In ALASKA NATIVE RESILIENCE: Voices from World War II, Holly Miowak Guise (Iñupiaq) characterizes the response of Indigenous communities to the World War II incursion of the United States military into Alaskan Natives’ rightful homelands, detailing non-violent resistance and efforts toward equilibrium restoration.
Guise writes, “This book is not just about World War II Alaska; it is about the expansion of US empire and the ways that Alaska Native nations refused erasure by multiple competing settler colonial empires. The US Congress’s purchase of Alaska from Russia in 1867 remains a folly,” she states, “because the empires never consulted with the Native nations.”
Although I’d studied materials focused on the lives of Japanese Americans interned after Executive Order 9066, I was unfamiliar with the experiences of the more than eight hundred eighty Unangax̂ people who, in June of 1942, their property seized, were forcibly relocated to camps in Southeast Alaska, where little or no attempt was made by the government to provide even the most basic necessities. Among tribal archives and oral histories recorded by the author are accounts of Alaskans who were able to retain their ancestral homes reaching out with gifts of food, shelter and traditional medicines to aid those so unfairly treated.
Pribolobians, also known as Unangax̂, were required to perform their customary work of seal hunting under the direction of the US government. They not only suffered a loss of personal determination, but received merely a fraction of the profit. This may well be perceived as a form of slavery. Even after the war’s cessation, Guise writes, Alaska Native people endured what she calls “Frozen Jim Crow,” referring to systematized, grievous discrimination and denial of rights.
Actions that purportedly began as military exigency due to Imperial Japan’s invasion of the Aleutian Islands, became, the author tells us, colonization. “Segregation, boarding schools and healthcare are all components of settler colonial institutions that seek to dismantle Native communities and sovereignty while emboldening US empire.”
The author emphasizes that during World War II, in determining with whom and to what degree they would cooperate, Native Alaskans were consistently purposeful in limiting erosion of their liberty, livelihood, family and tribal relationships.
An impressive accomplishment. An important book. I highly recommend ALASKA NATIVE RESILIENCE: Voices from World War II.
Author Holly Miowak Guise, Ph.D., History, is an Assistant Professor of History at the University of New Mexico.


**BRIEF:**
Filter the entries for the word "element". Copy each line that has it.

**DATA EXTRACT:**
------------------------------------------------------------------------

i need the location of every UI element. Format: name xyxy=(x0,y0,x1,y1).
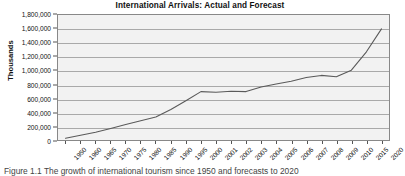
x-tick-mark xyxy=(80,141,81,144)
y-tick-label: 1,800,000 xyxy=(22,11,51,18)
x-tick-mark xyxy=(95,141,96,144)
x-tick-mark xyxy=(140,141,141,144)
y-tick-label: 1,200,000 xyxy=(22,53,51,60)
x-tick-label: 1950 xyxy=(72,146,87,161)
x-tick-mark xyxy=(322,141,323,144)
x-tick-label: 2005 xyxy=(284,146,299,161)
y-tick-label: 1,600,000 xyxy=(22,25,51,32)
x-tick-mark xyxy=(186,141,187,144)
y-axis-tick-labels: 1,800,0001,600,0001,400,0001,200,0001,00… xyxy=(0,0,57,174)
x-tick-label: 1965 xyxy=(102,146,117,161)
y-tick-label: 400,000 xyxy=(27,109,51,116)
x-tick-label: 2020 xyxy=(390,146,405,161)
x-tick-label: 1970 xyxy=(117,146,132,161)
y-tick-label: 800,000 xyxy=(27,81,51,88)
x-tick-mark xyxy=(276,141,277,144)
x-tick-label: 1975 xyxy=(132,146,147,161)
x-tick-mark xyxy=(201,141,202,144)
x-tick-mark xyxy=(352,141,353,144)
figure-caption: Figure 1.1 The growth of international t… xyxy=(4,166,396,176)
plot-area xyxy=(57,14,390,141)
x-tick-mark xyxy=(337,141,338,144)
x-tick-label: 1985 xyxy=(163,146,178,161)
x-tick-mark xyxy=(65,141,66,144)
x-tick-mark xyxy=(246,141,247,144)
x-tick-label: 2001 xyxy=(223,146,238,161)
x-tick-label: 2008 xyxy=(329,146,344,161)
x-tick-label: 2004 xyxy=(269,146,284,161)
y-tick-label: 1,400,000 xyxy=(22,39,51,46)
x-tick-label: 2003 xyxy=(254,146,269,161)
x-tick-mark xyxy=(216,141,217,144)
x-tick-mark xyxy=(125,141,126,144)
x-tick-label: 1995 xyxy=(193,146,208,161)
x-tick-mark xyxy=(367,141,368,144)
y-tick-label: 600,000 xyxy=(27,95,51,102)
x-tick-label: 2015 xyxy=(375,146,390,161)
y-tick-label: 200,000 xyxy=(27,123,51,130)
x-tick-mark xyxy=(292,141,293,144)
y-tick-label: 1,000,000 xyxy=(22,67,51,74)
x-tick-label: 2009 xyxy=(344,146,359,161)
series-polyline xyxy=(66,29,382,138)
x-tick-mark xyxy=(307,141,308,144)
x-tick-label: 2006 xyxy=(299,146,314,161)
x-tick-label: 2007 xyxy=(314,146,329,161)
x-tick-mark xyxy=(171,141,172,144)
x-tick-label: 1980 xyxy=(148,146,163,161)
x-tick-mark xyxy=(382,141,383,144)
x-tick-label: 1990 xyxy=(178,146,193,161)
x-tick-label: 1960 xyxy=(87,146,102,161)
x-tick-label: 2010 xyxy=(359,146,374,161)
x-tick-mark xyxy=(155,141,156,144)
x-tick-mark xyxy=(261,141,262,144)
x-tick-label: 2000 xyxy=(208,146,223,161)
chart-title: International Arrivals: Actual and Forec… xyxy=(0,1,400,10)
x-tick-mark xyxy=(110,141,111,144)
y-tick-label: 0 xyxy=(47,138,51,145)
x-tick-label: 2002 xyxy=(238,146,253,161)
x-tick-mark xyxy=(231,141,232,144)
series-line-chart xyxy=(58,15,389,140)
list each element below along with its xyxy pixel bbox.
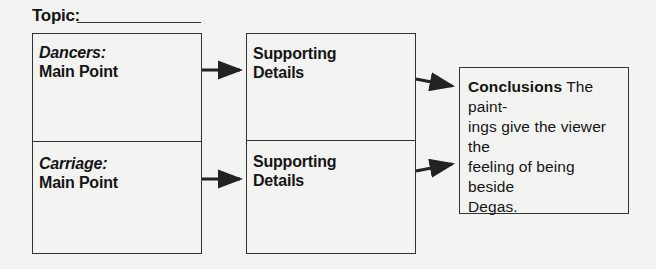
arrow-details2-to-conclusion <box>416 164 452 171</box>
connector-arrows <box>0 0 656 269</box>
arrow-details1-to-conclusion <box>416 79 452 86</box>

------------------------------------------------------------------------

**SOLUTION TO THIS TASK:**
i need the location of every UI element. Format: name xyxy=(x0,y0,x1,y1).
list each element below along with its xyxy pixel bbox.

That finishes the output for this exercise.